After spending several months in a Vilnius prison, she was transferred to a camp in Lithuania, and then to subsequent labour camps in Russia, including those in Ukhta and Balkhash. In 1954, she was sent for what was meant to be a final lifetime placement in Siberia. She returned to Poland in late 1955.

Skarga’s account, however, is very far from a chronological retelling or a parade of memories. Much in keeping with her professional interests (she would become a professor of philosophy), it more resembles an anthropological essay in which the author tries to analyse how the gulag system has changed the human condition and affected human relationships.

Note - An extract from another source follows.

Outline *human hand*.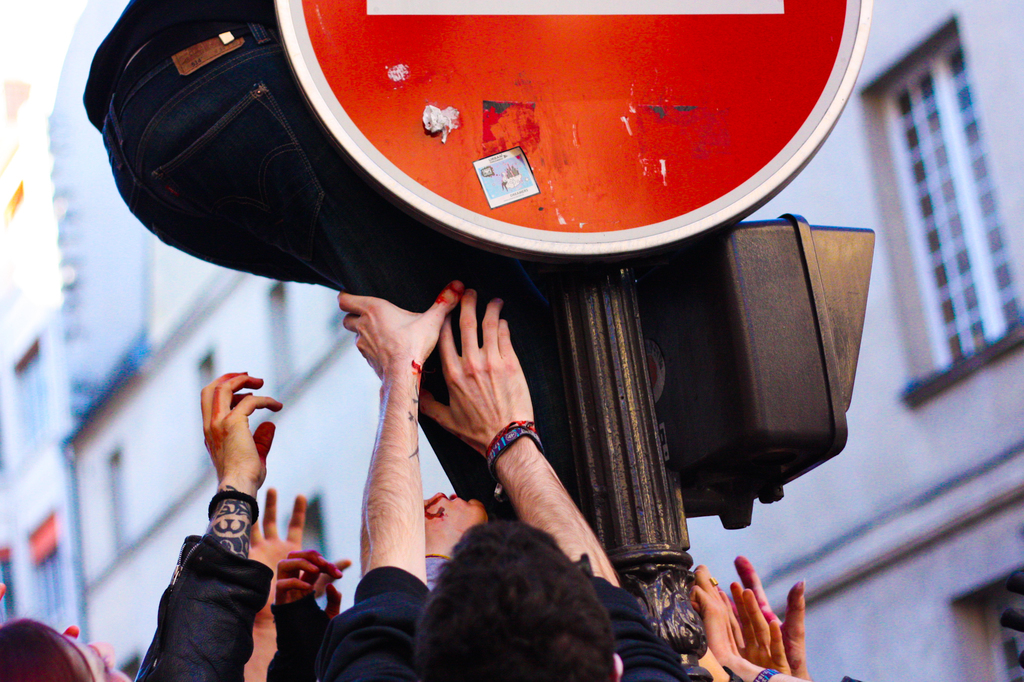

Skarga’s book is full of interesting insights, many of them polemical like in other classic gulag testimonies (see Herling-Grudziński’s theory of gulag love), and intriguing hypotheses, like the one about the similarities between life in the USSR and theatre. These theatrical rules, as Skarga claims, apply just as much to life in a gulag.

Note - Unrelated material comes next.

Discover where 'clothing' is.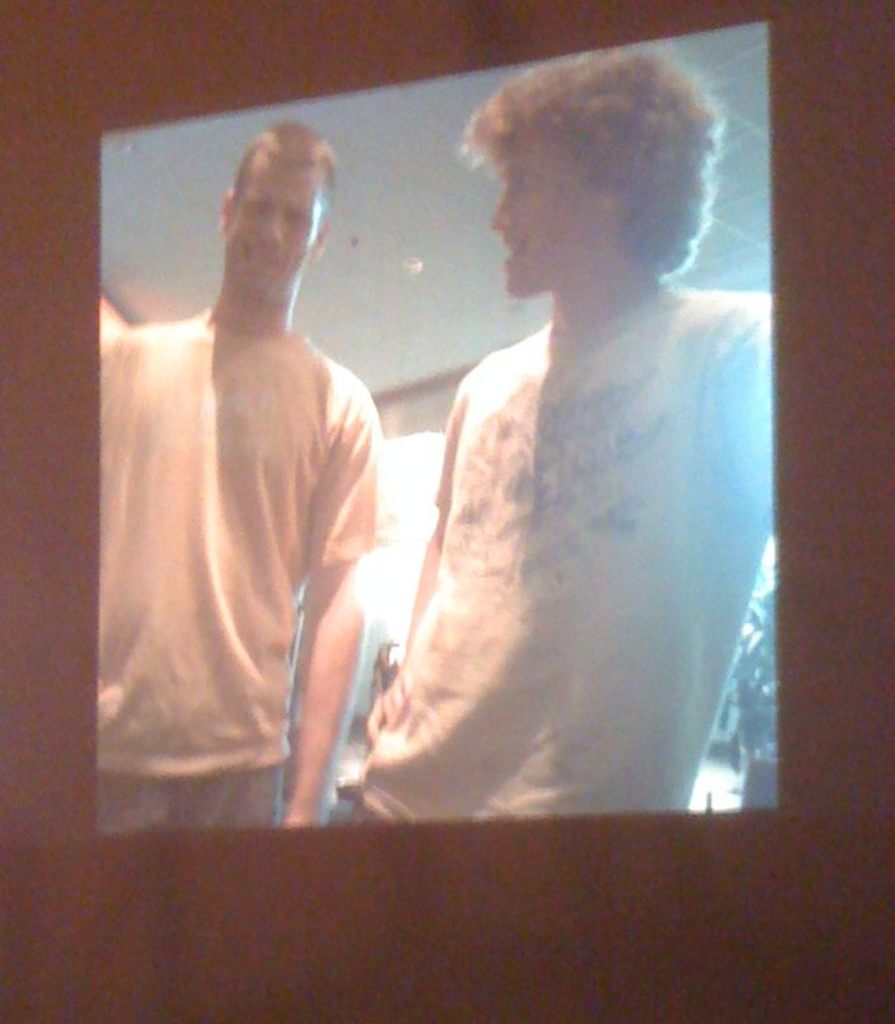
Discovered at [left=93, top=758, right=286, bottom=837].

8. ‘My Century’ (1977) by Aleksander Wat

  • English translation by Richard Lourie

Aleksander Wat, photo: Wikimedia Commons // Cover of ‘My Century’, photo: press materials

Aleksander Wat, photo: Wikimedia Commons // Cover of ‘My Century’, photo: press materials

My Century, again, may not be your typical gulag literature. However, in many ways, this long and fascinating book offers one of the best explorations of the history of the 20th century, especially with regard to the nature of its totalitarian regimes, with gulags and prisons as their key element.

This book-length conversation with poet and writer Aleksander Wat, conducted by Czesław Miłosz in 1965 in California and then Paris, basically covers a big chunk of Wat’s amazingly rich but also tragic life. From his early days in Warsaw, engagement in the futurist movement and fascination with communism, to a war-time spent in Lviv under Soviet occupation. It then covers his years in Russia, which Wat spent in a slew of different prisons, before travelling to Kazakhstan where he reconnected with his wife and son. In March 1943, he was arrested again after he refused to accept a Soviet passport. He returned to Poland only in 1946.

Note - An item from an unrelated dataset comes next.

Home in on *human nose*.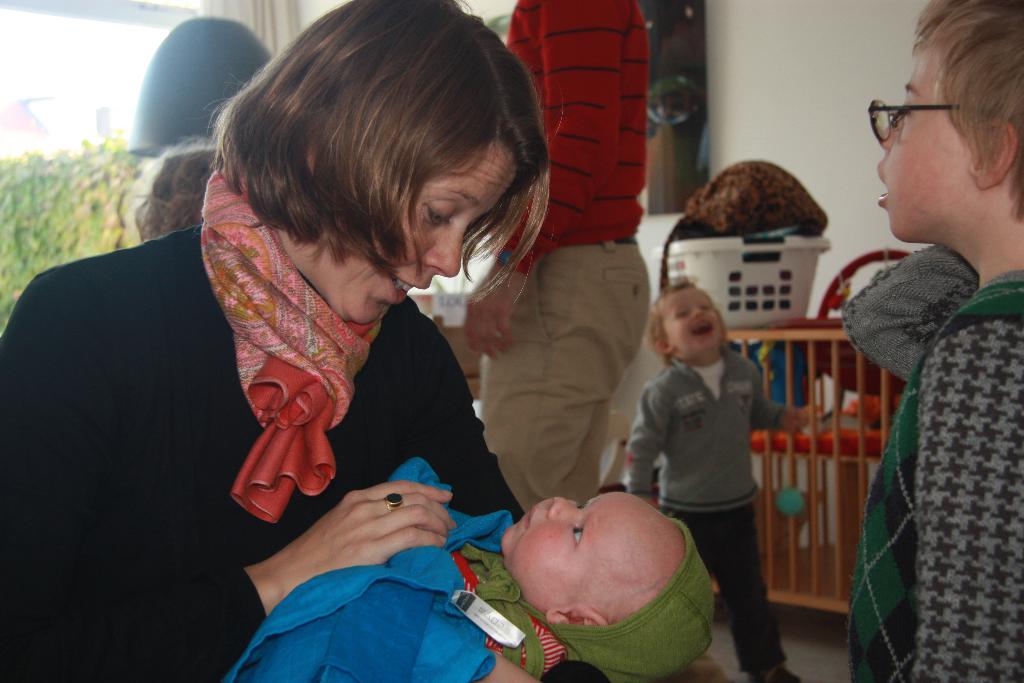
Homed in at {"x1": 546, "y1": 495, "x2": 580, "y2": 518}.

Wat discusses issues in an anecdotal and fascinating way, topics such as his path to communism,  Stalinist purges, and the communist ideal of a classless society. Speaking about Stalinism, Wat notes that it had managed to poison the ‘inner human’ in man, ‘so that it becomes smaller, like those little heads made by head hunters […] and then completely turns to dust’. This diagnosis about the human condition under the Soviet regime is a recurrent theme throughout Polish gulag literature.

Miłosz, whom we can thank for the book materialising, claimed that there was no one in the whole world who experienced the century as Wat did, nor anyone who felt it as deeply as he did. He believed that Wat’s book is a testimony about 20th-century man for the readers of the 21st and 22nd centuries, a testimony that does not exist in any other language.

Author: Mikołaj Gliński, April 2021

Mikołaj Gliński

Mikołaj studied classics at Humboldt University in Berlin and cultural studies at the University of Warsaw’s Institute of Polish Culture, where he wrote his MA in literature and history. He is a long-serving author for the English section at Culture.pl, where he specialises in these topics, as well as languages, his personal passion. Mikołaj is also co-author of Culture.pl’s first book Quarks, Elephants & Pierogi: Poland in 100 Words. You can contact him directly on mglinski@iam.pl

The original text appeared on the following website:  https://culture.pl/

Reprinted with the permission from culture.pl.